April 26, 2012

Just how easy is this photogrammetry stuff?

04.26.12.comparison

There’s been a lot of attention paid to the photogrammetry vs. lidar article we posted following the session on that topic at SPAR, so I thought I’d provide a little real-world follow up. 

David Boardman, head of URC Ventures and one of the speakers on that panel discussion, put together a small example for me. We were doing some live demonstrations at the show, one of which asked scanning providers and photogrammetry providers to scan a typical work site scene – a pile of wires – and then capture the scene again the next day, and show how you’d be able to tell how much had been removed. 

As an experiment, Boardman had our marketing director, Lee Corkhill, “scan” the scene with her iPhone, then email him the images. He ran them through his Urban Robotics software and sent over the results. Obviously, the following are just jpegs, and you’d need a good 3D viewer to really tell how well the point cloud came out, and there’s no way to let us know what kind of accuracy we’re looking at here, but it’s at least a little snapshot of the process.

So, here’s Lee doing the data capture:

 04.26.12.lee 

Notice that it’s raining. Lee’s a trooper. But it’s also one of the benefits of photogrammetry – you don’t have to worry about best practices for scanning in the rain

Here’s a 99 million point cloud generated by the images she took:

 04.26.12.lee-pointcloud 

Looks pretty good, right? Again, hard to know what you can actually do with this point cloud without actually being able to work with it, but as a general demonstration of what you can get back when you feed in a bunch of images, it seems useful. 

Finally, here’s the comparison, done just with the images that were captured from the phone:

 04.26.12.comparison 

You can certainly see the piles have been reduced in size and you could probably get a pretty accurate measurement for how much the volume has been reduced. Just depends on what your definition of “pretty accurate” is and what’s useful to the application you happen to be working on. 

This isn’t something you’d use to get down to the cubic millimeter. But did a significant portion disappear? Sure. Roughly what should have disappeared? Sure.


▸ WORK INSTRUCTIONS: Pictures aside, write every record out again word for word.

▸ Figure record listings:
================================
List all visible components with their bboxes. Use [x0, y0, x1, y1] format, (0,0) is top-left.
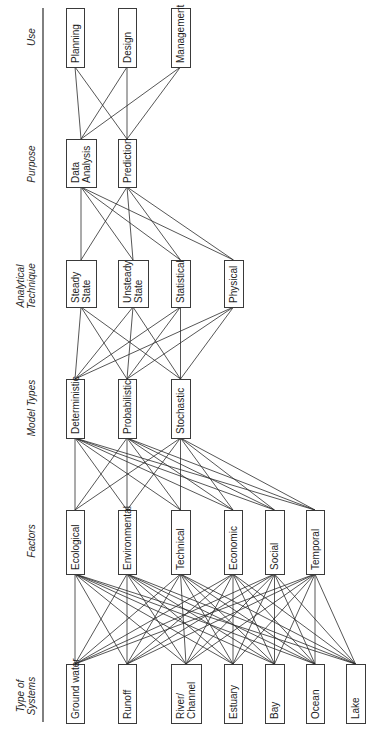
node-label: River/	[175, 693, 186, 719]
tier-label-type-of-systems: Type ofSystems	[15, 677, 37, 715]
node-label: Deterministic	[70, 376, 81, 434]
node-data-analysis: DataAnalysis	[67, 140, 97, 188]
tier-label-line: Factors	[26, 524, 37, 557]
node-label: Environmental	[122, 506, 133, 570]
node-label: Physical	[228, 266, 239, 303]
node-management: Management	[172, 4, 191, 67]
tier-label-use: Use	[26, 28, 37, 46]
node-label: Analysis	[81, 146, 92, 183]
edge-unsteady-state-to-stochastic	[133, 307, 181, 379]
edge-probabilistic-to-economic	[127, 438, 233, 510]
node-statistical: Statistical	[172, 260, 191, 307]
edge-management-to-prediction	[127, 67, 181, 139]
node-physical: Physical	[225, 261, 244, 308]
edge-probabilistic-to-temporal	[127, 438, 315, 510]
edge-temporal-to-river-channel	[186, 574, 315, 664]
diagram-nodes: PlanningDesignManagementDataAnalysisPred…	[67, 4, 366, 723]
tier-label-line: Technique	[26, 263, 37, 309]
edge-prediction-to-statistical	[127, 187, 181, 260]
edge-technical-to-ground-water	[75, 574, 181, 664]
edge-deterministic-to-social	[75, 438, 275, 510]
node-economic: Economic	[225, 511, 243, 575]
node-label: Temporal	[310, 529, 321, 570]
edge-data-analysis-to-statistical	[81, 187, 181, 260]
node-stochastic: Stochastic	[172, 380, 191, 439]
node-river-channel: River/Channel	[172, 665, 202, 724]
node-label: Economic	[228, 526, 239, 570]
tier-label-factors: Factors	[26, 524, 37, 557]
node-ocean: Ocean	[307, 665, 325, 724]
edge-data-analysis-to-unsteady-state	[81, 187, 133, 260]
edge-unsteady-state-to-deterministic	[75, 307, 133, 379]
node-prediction: Prediction	[119, 139, 137, 188]
node-technical: Technical	[172, 511, 191, 575]
edge-social-to-river-channel	[186, 574, 275, 664]
tier-label-line: Systems	[26, 677, 37, 715]
node-label: Prediction	[122, 139, 133, 183]
node-probabilistic: Probabilistic	[119, 380, 137, 439]
node-temporal: Temporal	[307, 511, 325, 575]
tier-label-line: Type of	[15, 678, 26, 712]
node-label: Ocean	[310, 690, 321, 719]
tier-label-line: Purpose	[26, 145, 37, 183]
edge-technical-to-river-channel	[181, 574, 187, 664]
tier-label-model-types: Model Types	[26, 380, 37, 437]
node-estuary: Estuary	[225, 665, 243, 724]
systems-modeling-hierarchy-diagram: UsePurposeAnalyticalTechniqueModel Types…	[0, 0, 378, 752]
tier-label-purpose: Purpose	[26, 145, 37, 183]
node-label: Ground water	[70, 658, 81, 719]
edge-physical-to-deterministic	[75, 307, 234, 379]
node-planning: Planning	[67, 9, 85, 68]
node-bay: Bay	[266, 665, 285, 724]
node-label: State	[81, 279, 92, 303]
node-label: Steady	[70, 272, 81, 303]
node-label: Lake	[350, 697, 361, 719]
edge-steady-state-to-deterministic	[75, 307, 81, 379]
edge-management-to-data-analysis	[81, 67, 181, 139]
node-unsteady-state: UnsteadyState	[119, 261, 149, 308]
edge-prediction-to-unsteady-state	[127, 187, 133, 260]
node-environmental: Environmental	[119, 506, 137, 574]
edge-planning-to-data-analysis	[75, 67, 81, 139]
node-design: Design	[119, 9, 137, 68]
node-label: Probabilistic	[122, 380, 133, 434]
node-social: Social	[266, 511, 285, 575]
edge-environmental-to-river-channel	[127, 574, 186, 664]
node-label: Social	[269, 543, 280, 570]
edge-prediction-to-physical	[127, 187, 234, 260]
node-label: State	[133, 279, 144, 303]
edge-stochastic-to-economic	[181, 438, 234, 510]
node-label: Channel	[186, 682, 197, 719]
edge-steady-state-to-stochastic	[81, 307, 181, 379]
node-label: Runoff	[122, 689, 133, 719]
node-ground-water: Ground water	[67, 658, 85, 724]
node-steady-state: SteadyState	[67, 261, 97, 308]
node-label: Planning	[70, 24, 81, 63]
node-label: Stochastic	[175, 388, 186, 434]
edge-ecological-to-lake	[75, 574, 356, 664]
edge-planning-to-prediction	[75, 67, 127, 139]
node-label: Estuary	[228, 685, 239, 719]
tier-labels: UsePurposeAnalyticalTechniqueModel Types…	[15, 28, 37, 715]
tier-label-analytical-technique: AnalyticalTechnique	[15, 263, 37, 309]
edge-design-to-data-analysis	[81, 67, 127, 139]
node-deterministic: Deterministic	[67, 376, 85, 438]
tier-label-line: Model Types	[26, 380, 37, 437]
node-label: Technical	[175, 528, 186, 570]
node-lake: Lake	[347, 665, 366, 724]
node-label: Data	[70, 161, 81, 183]
node-label: Design	[122, 32, 133, 63]
node-label: Bay	[269, 702, 280, 719]
node-runoff: Runoff	[119, 665, 137, 724]
node-label: Management	[175, 4, 186, 63]
edge-ecological-to-river-channel	[75, 574, 186, 664]
tier-label-line: Use	[26, 28, 37, 46]
edge-physical-to-stochastic	[181, 307, 234, 379]
node-label: Unsteady	[122, 261, 133, 303]
node-label: Ecological	[70, 524, 81, 570]
tier-label-line: Analytical	[15, 264, 26, 309]
node-ecological: Ecological	[67, 511, 85, 575]
node-label: Statistical	[175, 260, 186, 303]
================================
▸ THE ANSWER:
List all visible components with their bboxes. Use [x0, y0, x1, y1] format, (0,0) is top-left.
node-label: River/	[175, 693, 186, 719]
tier-label-type-of-systems: Type ofSystems	[15, 677, 37, 715]
node-label: Deterministic	[70, 376, 81, 434]
node-data-analysis: DataAnalysis	[67, 140, 97, 188]
tier-label-line: Factors	[26, 524, 37, 557]
node-label: Environmental	[122, 506, 133, 570]
node-label: Physical	[228, 266, 239, 303]
node-management: Management	[172, 4, 191, 67]
tier-label-use: Use	[26, 28, 37, 46]
node-label: Analysis	[81, 146, 92, 183]
edge-unsteady-state-to-stochastic	[133, 307, 181, 379]
edge-probabilistic-to-economic	[127, 438, 233, 510]
node-statistical: Statistical	[172, 260, 191, 307]
edge-management-to-prediction	[127, 67, 181, 139]
node-physical: Physical	[225, 261, 244, 308]
edge-probabilistic-to-temporal	[127, 438, 315, 510]
edge-temporal-to-river-channel	[186, 574, 315, 664]
diagram-nodes: PlanningDesignManagementDataAnalysisPred…	[67, 4, 366, 723]
tier-label-line: Technique	[26, 263, 37, 309]
edge-prediction-to-statistical	[127, 187, 181, 260]
edge-technical-to-ground-water	[75, 574, 181, 664]
edge-deterministic-to-social	[75, 438, 275, 510]
node-economic: Economic	[225, 511, 243, 575]
node-label: Temporal	[310, 529, 321, 570]
edge-data-analysis-to-statistical	[81, 187, 181, 260]
node-stochastic: Stochastic	[172, 380, 191, 439]
node-river-channel: River/Channel	[172, 665, 202, 724]
node-label: Economic	[228, 526, 239, 570]
tier-label-factors: Factors	[26, 524, 37, 557]
node-ocean: Ocean	[307, 665, 325, 724]
edge-data-analysis-to-unsteady-state	[81, 187, 133, 260]
edge-unsteady-state-to-deterministic	[75, 307, 133, 379]
node-prediction: Prediction	[119, 139, 137, 188]
node-technical: Technical	[172, 511, 191, 575]
edge-social-to-river-channel	[186, 574, 275, 664]
tier-label-line: Systems	[26, 677, 37, 715]
node-label: Prediction	[122, 139, 133, 183]
node-probabilistic: Probabilistic	[119, 380, 137, 439]
node-temporal: Temporal	[307, 511, 325, 575]
tier-label-line: Type of	[15, 678, 26, 712]
node-label: Ocean	[310, 690, 321, 719]
tier-label-line: Purpose	[26, 145, 37, 183]
edge-technical-to-river-channel	[181, 574, 187, 664]
tier-label-model-types: Model Types	[26, 380, 37, 437]
node-estuary: Estuary	[225, 665, 243, 724]
systems-modeling-hierarchy-diagram: UsePurposeAnalyticalTechniqueModel Types…	[0, 0, 378, 752]
tier-label-purpose: Purpose	[26, 145, 37, 183]
node-label: Ground water	[70, 658, 81, 719]
edge-physical-to-deterministic	[75, 307, 234, 379]
node-planning: Planning	[67, 9, 85, 68]
node-bay: Bay	[266, 665, 285, 724]
node-label: State	[81, 279, 92, 303]
node-label: Steady	[70, 272, 81, 303]
node-label: Lake	[350, 697, 361, 719]
edge-steady-state-to-deterministic	[75, 307, 81, 379]
edge-management-to-data-analysis	[81, 67, 181, 139]
node-unsteady-state: UnsteadyState	[119, 261, 149, 308]
edge-prediction-to-unsteady-state	[127, 187, 133, 260]
node-environmental: Environmental	[119, 506, 137, 574]
edge-planning-to-data-analysis	[75, 67, 81, 139]
node-design: Design	[119, 9, 137, 68]
node-label: Probabilistic	[122, 380, 133, 434]
node-social: Social	[266, 511, 285, 575]
edge-environmental-to-river-channel	[127, 574, 186, 664]
node-label: Social	[269, 543, 280, 570]
edge-prediction-to-physical	[127, 187, 234, 260]
node-label: State	[133, 279, 144, 303]
edge-stochastic-to-economic	[181, 438, 234, 510]
node-label: Channel	[186, 682, 197, 719]
edge-steady-state-to-stochastic	[81, 307, 181, 379]
node-label: Runoff	[122, 689, 133, 719]
node-ground-water: Ground water	[67, 658, 85, 724]
node-steady-state: SteadyState	[67, 261, 97, 308]
node-label: Planning	[70, 24, 81, 63]
node-label: Stochastic	[175, 388, 186, 434]
edge-ecological-to-lake	[75, 574, 356, 664]
edge-planning-to-prediction	[75, 67, 127, 139]
node-label: Estuary	[228, 685, 239, 719]
tier-labels: UsePurposeAnalyticalTechniqueModel Types…	[15, 28, 37, 715]
tier-label-analytical-technique: AnalyticalTechnique	[15, 263, 37, 309]
edge-design-to-data-analysis	[81, 67, 127, 139]
node-deterministic: Deterministic	[67, 376, 85, 438]
tier-label-line: Model Types	[26, 380, 37, 437]
node-label: Technical	[175, 528, 186, 570]
node-lake: Lake	[347, 665, 366, 724]
node-label: Data	[70, 161, 81, 183]
node-label: Design	[122, 32, 133, 63]
node-label: Bay	[269, 702, 280, 719]
node-runoff: Runoff	[119, 665, 137, 724]
node-label: Management	[175, 4, 186, 63]
edge-ecological-to-river-channel	[75, 574, 186, 664]
tier-label-line: Use	[26, 28, 37, 46]
edge-physical-to-stochastic	[181, 307, 234, 379]
node-label: Unsteady	[122, 261, 133, 303]
node-label: Ecological	[70, 524, 81, 570]
tier-label-line: Analytical	[15, 264, 26, 309]
node-ecological: Ecological	[67, 511, 85, 575]
node-label: Statistical	[175, 260, 186, 303]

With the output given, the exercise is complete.